Even without the unique sense of physical intimacy that ANU creates in its immersive productions, the burning intensity of Bhebhe, Niamh McCann and Robbie O’Connor survived the transition to the screen. Playing a market researcher, a pressured social worker and a man struggling to escape from a cycle of crime, their performances were riveting, especially McCann’s, as a woman at breaking point. Beyond them, the larger subject is Dublin itself, the present and future of the city. If the thematic attempt to link history, politics and even time – a specific 25 minutes and 21 seconds – feels like a stretch too far, it raises high expectations for a fuller realisation in the future.

Congregating in darkness, following distant lights, the expectant audience for the Abbey theatre’s first live performance in six months would probably have settled for crumbs. The Great Hunger of the title of Patrick Kavanagh’s poem from 1942 was never intended to refer to our present craving to share the experience of live performance. But in its imagination and scale, this outdoor staging created something expansive and communal. Singer Lisa O’Neill, with a guttural, elemental tone, lured the audience into open ground where, in the distance, the “small farmer” Paddy McGuire (Liam Carney) railed bitterly against the confines of his lot. From there, the multi-talented troupe of 10 musicians and 16 actors conjured episodes from McGuire’s frustrated rural life, taking the text as a starting point for a series of luminous moments, set among trees. Conor Linehan’s infectious jazz-folk music, Paul Keogan’s lighting and the overall conception by co-directors Caitríona McLaughlin and Conall Morrison combined to create a performance that fused past and present.

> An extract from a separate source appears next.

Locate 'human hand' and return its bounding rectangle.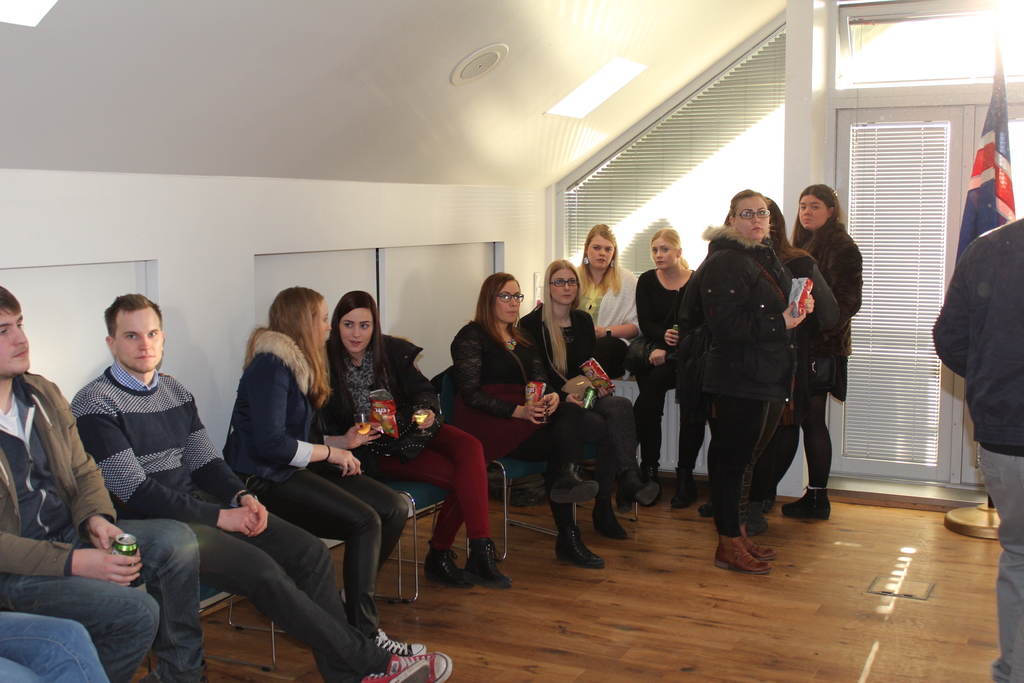
<box>566,394,584,409</box>.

Following last year’s Beckett’s Room, which had no actors on stage, Dead Centre’s clever and original new production reverses the experiment. In To Be a Machine (Version 1.0), an actor (Jack Gleeson) stands on a bare stage speaking remotely, by livestream, to an audience that is both there and not there. As the lights go up on the empty auditorium, each viewer from home can make out their own face glowing on a tablet screen from the rows of seats. These pre-recorded images of disembodied heads prove to be an apt metaphor for an excursion into transhumanism, and for the creation of a theatre performance when we can’t be in a room together.

Based on Mark O’Connell’s award-winning book about attempts made by scientists to transcend the body through technology, Gleeson plays the author, presenting his ideas in Ted-talk style. Whether by uploading our brains to the cloud, or the more extreme measure of freezing decapitated heads in a cryonics lab – each experiment becomes a reference to the art of theatre. With growing doubt, Gleeson questions his ability to be “himself”. As an actor, can he “upload” the character he is playing, or maybe even merge with him? Either way, he is suffering from “a serious case of the human condition”. Even Version 2.0 might not be able to rectify that.